6 February 2026
How to Improve Your Essay Grade: Practical Changes That Actually Move the Needle
If you're stuck in the 2:1 range and can't seem to break through, these are the concrete changes most likely to lift your work into first-class territory.
There's a plateau most capable students hit somewhere around the 62-67% mark. The feedback they receive is positive enough: well-researched, clearly written, good engagement with the literature. But it's also slightly vague, and it doesn't explain what would need to change to move the work up a band. You know the essay is decent. You just can't work out what would make it excellent.

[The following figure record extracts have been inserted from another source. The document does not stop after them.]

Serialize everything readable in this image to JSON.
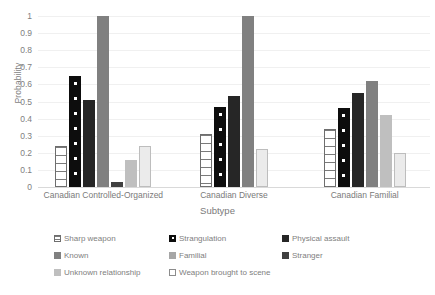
{
  "chart_data": {
    "type": "bar",
    "title": "",
    "xlabel": "Subtype",
    "ylabel": "Probability",
    "ylim": [
      0,
      1
    ],
    "ytick_labels": [
      "1",
      "0.9",
      "0.8",
      "0.7",
      "0.6",
      "0.5",
      "0.4",
      "0.3",
      "0.2",
      "0.1",
      "0"
    ],
    "ytick_values": [
      1,
      0.9,
      0.8,
      0.7,
      0.6,
      0.5,
      0.4,
      0.3,
      0.2,
      0.1,
      0
    ],
    "grid": true,
    "legend_position": "bottom",
    "categories": [
      "Canadian Controlled-Organized",
      "Canadian Diverse",
      "Canadian Familial"
    ],
    "series": [
      {
        "name": "Sharp weapon",
        "fill": "f-sharp",
        "color": "#ffffff",
        "values": [
          0.24,
          0.31,
          0.34
        ]
      },
      {
        "name": "Strangulation",
        "fill": "f-strang",
        "color": "#0d0d0d",
        "values": [
          0.65,
          0.47,
          0.46
        ]
      },
      {
        "name": "Physical assault",
        "fill": "f-phys",
        "color": "#262626",
        "values": [
          0.51,
          0.53,
          0.55
        ]
      },
      {
        "name": "Known",
        "fill": "f-known",
        "color": "#808080",
        "values": [
          1.0,
          1.0,
          0.62
        ]
      },
      {
        "name": "Familial",
        "fill": "f-fam",
        "color": "#a6a6a6",
        "values": [
          null,
          null,
          null
        ]
      },
      {
        "name": "Stranger",
        "fill": "f-stranger",
        "color": "#404040",
        "values": [
          0.03,
          null,
          null
        ]
      },
      {
        "name": "Unknown relationship",
        "fill": "f-unkrel",
        "color": "#bfbfbf",
        "values": [
          0.16,
          null,
          0.42
        ]
      },
      {
        "name": "Weapon brought to scene",
        "fill": "f-weapon",
        "color": "#ebebeb",
        "values": [
          0.24,
          0.22,
          0.2
        ]
      }
    ]
  },
  "legend": {
    "items": [
      {
        "label": "Sharp weapon",
        "fill": "f-sharp"
      },
      {
        "label": "Strangulation",
        "fill": "f-strang"
      },
      {
        "label": "Physical assault",
        "fill": "f-phys"
      },
      {
        "label": "Known",
        "fill": "f-known"
      },
      {
        "label": "Familial",
        "fill": "f-fam"
      },
      {
        "label": "Stranger",
        "fill": "f-stranger"
      },
      {
        "label": "Unknown relationship",
        "fill": "f-unkrel"
      },
      {
        "label": "Weapon brought to scene",
        "fill": "f-weapon"
      }
    ]
  }
}
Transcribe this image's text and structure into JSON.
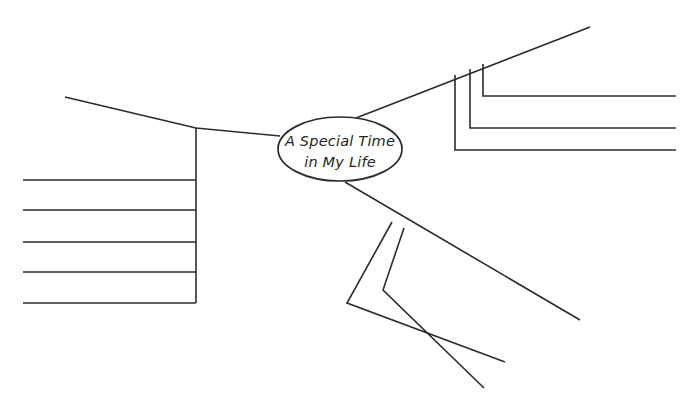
{
  "page": {
    "background_color": "#ffffff",
    "ink_color": "#2b2b2b",
    "width": 694,
    "height": 413
  },
  "center_node": {
    "name": "central-oval",
    "line1": "A Special Time",
    "line2": "in My Life",
    "shape": "ellipse",
    "cx": 340,
    "cy": 149,
    "rx": 62,
    "ry": 32
  },
  "branches": [
    {
      "id": "left-branch",
      "label": "",
      "direction": "left",
      "spine": "M 280 136 L 196 128 L 65 97",
      "writing_lines": [
        {
          "id": "left-line-1",
          "y": 180,
          "x1": 23,
          "x2": 196,
          "text": ""
        },
        {
          "id": "left-line-2",
          "y": 210,
          "x1": 23,
          "x2": 196,
          "text": ""
        },
        {
          "id": "left-line-3",
          "y": 242,
          "x1": 23,
          "x2": 196,
          "text": ""
        },
        {
          "id": "left-line-4",
          "y": 272,
          "x1": 23,
          "x2": 196,
          "text": ""
        },
        {
          "id": "left-line-5",
          "y": 303,
          "x1": 23,
          "x2": 196,
          "text": ""
        }
      ],
      "riser": {
        "x": 196,
        "y1": 128,
        "y2": 303
      }
    },
    {
      "id": "top-right-branch",
      "label": "",
      "direction": "up-right",
      "spine": "M 356 118 L 590 27",
      "brackets": [
        {
          "id": "top-right-bracket-1",
          "path": "M 483 64 L 483 96 L 676 96",
          "text": ""
        },
        {
          "id": "top-right-bracket-2",
          "path": "M 470 69 L 470 128 L 676 128",
          "text": ""
        },
        {
          "id": "top-right-bracket-3",
          "path": "M 455 75 L 455 150 L 676 150",
          "text": ""
        }
      ]
    },
    {
      "id": "bottom-right-branch",
      "label": "",
      "direction": "down-right",
      "spine": "M 345 182 L 580 320",
      "brackets": [
        {
          "id": "bottom-right-bracket-1",
          "path": "M 404 228 L 383 290 L 484 388",
          "text": ""
        },
        {
          "id": "bottom-right-bracket-2",
          "path": "M 392 222 L 347 303 L 505 362",
          "text": ""
        }
      ]
    }
  ]
}
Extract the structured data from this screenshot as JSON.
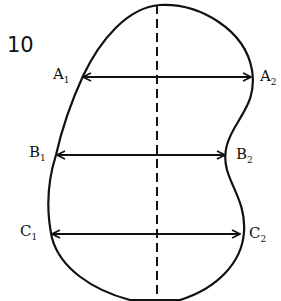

I've been on the marking side of this enough times to know exactly where the gap tends to be. It's rarely about the volume of knowledge. It's about a cluster of habits that, once identified, can be changed.
Read the Feedback
Most students glance at their feedback, note the grade, and move on. That's a fairly expensive habit. Feedback from previous essays is the closest thing you have to a personalised guide to what a specific marker, in a specific discipline, values.
Read it slowly. Look for patterns across multiple assignments. If "needs more critical analysis" appears twice, that's not coincidence, that's your priority. If "referencing inconsistent" keeps appearing, it's a fixable problem that's costing you marks on every submission. The feedback is telling you something. Most students just don't stop long enough to listen.
Plan From the Argument, Not the Topics
Most students plan essays by topic: first I'll cover X, then Y, then Z. This naturally produces descriptive writing. The fix is to plan from your argument downward. What is my thesis? What does each section need to do to support it?
This reorientation sounds minor but has a large effect on the final essay. When structure is derived from an argument, each section has a job to do. When it's derived from a list of topics, sections tend to drift. Markers can feel the difference, even when they can't always articulate why.
The Introduction Is the Highest-Leverage Paragraph
An introduction needs to do three things: establish the question, state your thesis, and briefly indicate how you'll develop the argument. Most student introductions do the first, partially do the third, and skip the second entirely.
Stating a thesis feels risky. What if you're wrong? But markers reward intellectual commitment. You can qualify your claim. You shouldn't avoid making one.
Here's a specific edit worth trying: read the final two sentences of your introduction. More often than not, they're a vague remark about the essay's significance or a formulaic line about what the essay will cover. Delete them. End on your thesis or your scoping sentence. The essay reads more confident immediately.
Make the Logic Visible
Academic signposting is the art of making your reasoning explicit. Phrases like "this suggests," "in contrast to Smith's position," and "this is significant because" help the reader follow your thinking. Without them, even well-constructed arguments can feel like a sequence of disconnected statements.
A useful pattern: every claim you make should be followed by evidence, and every piece of evidence should be followed by analysis, an explanation of what the evidence means and why it matters to your argument. Applied consistently, claim-evidence-analysis will improve almost any essay.
Check the Conclusion Against the Introduction
Your conclusion should not simply restate your introduction. It should show what the argument has established, what the reader knows now that they didn't at the outset. If your conclusion and introduction are nearly identical, the essay hasn't built an argument; it's presented one and then repeated it.
A strong conclusion synthesises. It draws together the threads of the argument and leaves the reader with a genuine sense of resolution. It shouldn't introduce new material, but it should feel like an ending rather than a formality.
Proofread With Purpose
Reading your own work for errors is genuinely difficult because your brain predicts what's on the page rather than seeing it. Practical workarounds: read aloud, read from a printed copy, or read from the bottom upward, which breaks the narrative flow and forces word-by-word attention.
Do a separate pass for grammar, a separate one for referencing, and a final one for argument coherence. One combined read catches far less than three targeted ones.